The word “sin” drips with centuries of religious baggage, conjuring images of fire and brimstone preachers and penitent souls begging for redemption. But what lies beneath the surface of this concept? In this episode, we’ll embark on a journey through the history and philosophy of sin, tracing its etymological origins, its central role in Christian…
Category: philosophy
Why I Am Still a Satanist
On November 11th of last year, the pundit Ayaan Hirsi Ali released an essay on the media platform UnHerd titled “Why I am now a Christian.” In the essay, Hirsi Ali—formerly a prominent ex-Muslim atheist—announces her conversion to Christianity and explicates the reasons for her change of faith. I don’t find her reasons to be…
Reflections on the Eve of Insanity
On October 7th of this year, Hamas militants, in coordination with other Palestinian militias, launched a surprise attack on Israel from Gaza, planned in part by Iran (Said, Faucon, & Kalin, 8 Oct 2023), resulting in at least 800 civilian deaths and many hundreds of additional military deaths, though the exact numbers are heavily disputed….
Morality and Narrative in Scorsese’s Bringing Out the Dead
Hail, back today with another film criticism episode, this time looking at the 1999 film Bringing Out the Dead by Martin Scorsese as part of my series of episodes looking at the religious themes from Scorsese’s films. Now, when it comes to Scorsese and religion, The Last Temptation of Christ, the subject of my last…
German Parallels to American Fascism
In this essay, we’ll see some striking and deeply troubling parallels to Germany in the 1920s, parallels which should be of grave concern to anyone who doesn’t want to see genocidal fascists take control of the most powerful economy and military in the history of the world.
The Dialectic of Christian Fascism
Today I’ll be arguing that this progression is amplified by a dialectic within certain threads of modern Christianity, an internal contradiction that pushes those threads further and further in a fascist direction.
Kurt Gödel and the Search for a Platonic Ontology
As I’ve mentioned before, ecumenical phenomenology has an enormous capacity to answer a wide range of difficult philosophical questions. This episode will be exploring some of those questions and the answers that ecumenical phenomenology provides.
What Is a Cartel?
Human activity involves the redistribution of resources, including informational resources, to meet individual and collective needs. This process occurs through various systems, including biological, technological, and social systems, and is driven by the laws of thermodynamics and the increase of entropy over time. A distribution system is defined by its primary distributionary resource, which is the resource it is primarily responsible for distributing, and includes feed resources, which fuel the system, infrastructure, which facilitates the distribution of the primary distributionary resource, and the territory in which the system operates. Distribution systems may be analyzed at different levels of scope depending on the primary distributionary resource being studied and the purpose of the analysis. Normal order refers to the norms and expectations that govern distribution within a distribution system and is established through normative ordering cartels, which have normal order as their primary distributionary resource. Normative ordering occurs through ordering communication and results in the acceptance of a new normal order. Collaborative competition is the context in which many social systems operate, characterized by a combination of cooperation and competition within a shared normal order. The state of war is the exception to collaborative competition, involving a disagreement about the normal order and a struggle for control of ordering communication. Normal order is established through either the threat of violence or rational agreement on a non-violent alternative.
A User’s Guide to the Ecumenicon
Many of my recent episodes have been focused on explicating my central philosophical doctrine, ecumenical phenomenology, a transcendental and phenomenological idealist ontology of abstract reality. This episode continues that series, but I have at this point a complex net of ideas spread over several episodes and so I think it would be worth, as my patrons have suggested, laying it all out in one place as simply and briefly as I can.
Individuation and Societies of Control
People in modern societies and especially in modern Western societies tend to value individualism over conformity. This is certainly a paramount value for we Satanists, Satan being effectively the first individualist. But if we draw a simple equation between individualism on the one hand and freedom and good on the other, I think we’re being catastrophically naive and blind to the ways in which our individuality is both produced and manipulated within societies of control.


**What you should do**: The answer must restate every record word for word.
━━━ Extracted information ━━━
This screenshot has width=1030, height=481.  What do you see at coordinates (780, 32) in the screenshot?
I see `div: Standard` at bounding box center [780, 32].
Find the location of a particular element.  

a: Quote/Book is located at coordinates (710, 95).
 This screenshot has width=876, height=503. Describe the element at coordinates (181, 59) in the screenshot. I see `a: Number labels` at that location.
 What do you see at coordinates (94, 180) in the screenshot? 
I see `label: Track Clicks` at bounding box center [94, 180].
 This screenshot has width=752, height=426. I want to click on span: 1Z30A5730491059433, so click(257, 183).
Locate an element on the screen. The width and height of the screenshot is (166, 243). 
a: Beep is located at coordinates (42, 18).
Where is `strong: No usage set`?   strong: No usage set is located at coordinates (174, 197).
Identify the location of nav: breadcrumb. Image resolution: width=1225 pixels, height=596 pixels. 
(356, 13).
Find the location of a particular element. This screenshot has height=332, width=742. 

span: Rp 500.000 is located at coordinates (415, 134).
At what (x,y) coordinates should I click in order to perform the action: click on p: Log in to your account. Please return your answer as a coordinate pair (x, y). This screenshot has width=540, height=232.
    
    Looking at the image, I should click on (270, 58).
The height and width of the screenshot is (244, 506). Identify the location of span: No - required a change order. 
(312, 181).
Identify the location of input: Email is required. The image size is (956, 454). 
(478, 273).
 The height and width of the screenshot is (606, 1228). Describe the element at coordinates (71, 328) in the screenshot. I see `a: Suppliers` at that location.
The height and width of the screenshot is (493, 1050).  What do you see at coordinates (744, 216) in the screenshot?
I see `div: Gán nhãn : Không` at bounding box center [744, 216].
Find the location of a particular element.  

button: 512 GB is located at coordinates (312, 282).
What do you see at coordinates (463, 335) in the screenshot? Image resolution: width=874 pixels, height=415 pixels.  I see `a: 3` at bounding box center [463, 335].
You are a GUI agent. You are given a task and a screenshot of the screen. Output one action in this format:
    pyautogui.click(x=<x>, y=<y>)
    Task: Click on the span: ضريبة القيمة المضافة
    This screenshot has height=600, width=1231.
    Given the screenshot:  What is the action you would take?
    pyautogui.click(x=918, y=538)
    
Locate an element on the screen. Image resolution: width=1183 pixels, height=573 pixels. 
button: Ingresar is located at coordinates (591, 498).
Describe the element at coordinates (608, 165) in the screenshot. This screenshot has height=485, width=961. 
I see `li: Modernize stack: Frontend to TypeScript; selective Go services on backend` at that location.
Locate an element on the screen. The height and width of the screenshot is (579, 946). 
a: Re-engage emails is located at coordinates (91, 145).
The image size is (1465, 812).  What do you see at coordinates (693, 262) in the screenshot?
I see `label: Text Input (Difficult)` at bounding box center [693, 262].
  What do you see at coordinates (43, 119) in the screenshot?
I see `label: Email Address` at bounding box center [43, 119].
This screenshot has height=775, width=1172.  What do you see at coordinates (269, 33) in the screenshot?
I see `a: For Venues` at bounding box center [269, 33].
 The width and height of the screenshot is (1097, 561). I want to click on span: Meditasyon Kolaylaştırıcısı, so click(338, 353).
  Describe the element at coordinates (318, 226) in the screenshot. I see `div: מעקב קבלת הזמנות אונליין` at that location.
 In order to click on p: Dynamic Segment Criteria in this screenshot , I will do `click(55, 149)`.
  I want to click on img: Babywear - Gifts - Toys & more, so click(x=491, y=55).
━━━
**Result for this exercise**:
This screenshot has width=1030, height=481.  What do you see at coordinates (780, 32) in the screenshot?
I see `div: Standard` at bounding box center [780, 32].
Find the location of a particular element.  

a: Quote/Book is located at coordinates (710, 95).
 This screenshot has width=876, height=503. Describe the element at coordinates (181, 59) in the screenshot. I see `a: Number labels` at that location.
 What do you see at coordinates (94, 180) in the screenshot? 
I see `label: Track Clicks` at bounding box center [94, 180].
 This screenshot has width=752, height=426. I want to click on span: 1Z30A5730491059433, so click(257, 183).
Locate an element on the screen. The width and height of the screenshot is (166, 243). 
a: Beep is located at coordinates (42, 18).
Where is `strong: No usage set`?   strong: No usage set is located at coordinates (174, 197).
Identify the location of nav: breadcrumb. Image resolution: width=1225 pixels, height=596 pixels. 
(356, 13).
Find the location of a particular element. This screenshot has height=332, width=742. 

span: Rp 500.000 is located at coordinates (415, 134).
At what (x,y) coordinates should I click in order to perform the action: click on p: Log in to your account. Please return your answer as a coordinate pair (x, y). This screenshot has width=540, height=232.
    
    Looking at the image, I should click on (270, 58).
The height and width of the screenshot is (244, 506). Identify the location of span: No - required a change order. 
(312, 181).
Identify the location of input: Email is required. The image size is (956, 454). 
(478, 273).
 The height and width of the screenshot is (606, 1228). Describe the element at coordinates (71, 328) in the screenshot. I see `a: Suppliers` at that location.
The height and width of the screenshot is (493, 1050).  What do you see at coordinates (744, 216) in the screenshot?
I see `div: Gán nhãn : Không` at bounding box center [744, 216].
Find the location of a particular element.  

button: 512 GB is located at coordinates (312, 282).
What do you see at coordinates (463, 335) in the screenshot? Image resolution: width=874 pixels, height=415 pixels.  I see `a: 3` at bounding box center [463, 335].
You are a GUI agent. You are given a task and a screenshot of the screen. Output one action in this format:
    pyautogui.click(x=<x>, y=<y>)
    Task: Click on the span: ضريبة القيمة المضافة
    This screenshot has height=600, width=1231.
    Given the screenshot:  What is the action you would take?
    pyautogui.click(x=918, y=538)
    
Locate an element on the screen. Image resolution: width=1183 pixels, height=573 pixels. 
button: Ingresar is located at coordinates (591, 498).
Describe the element at coordinates (608, 165) in the screenshot. This screenshot has height=485, width=961. 
I see `li: Modernize stack: Frontend to TypeScript; selective Go services on backend` at that location.
Locate an element on the screen. The height and width of the screenshot is (579, 946). 
a: Re-engage emails is located at coordinates (91, 145).
The image size is (1465, 812).  What do you see at coordinates (693, 262) in the screenshot?
I see `label: Text Input (Difficult)` at bounding box center [693, 262].
  What do you see at coordinates (43, 119) in the screenshot?
I see `label: Email Address` at bounding box center [43, 119].
This screenshot has height=775, width=1172.  What do you see at coordinates (269, 33) in the screenshot?
I see `a: For Venues` at bounding box center [269, 33].
 The width and height of the screenshot is (1097, 561). I want to click on span: Meditasyon Kolaylaştırıcısı, so click(338, 353).
  Describe the element at coordinates (318, 226) in the screenshot. I see `div: מעקב קבלת הזמנות אונליין` at that location.
 In order to click on p: Dynamic Segment Criteria in this screenshot , I will do `click(55, 149)`.
  I want to click on img: Babywear - Gifts - Toys & more, so click(x=491, y=55).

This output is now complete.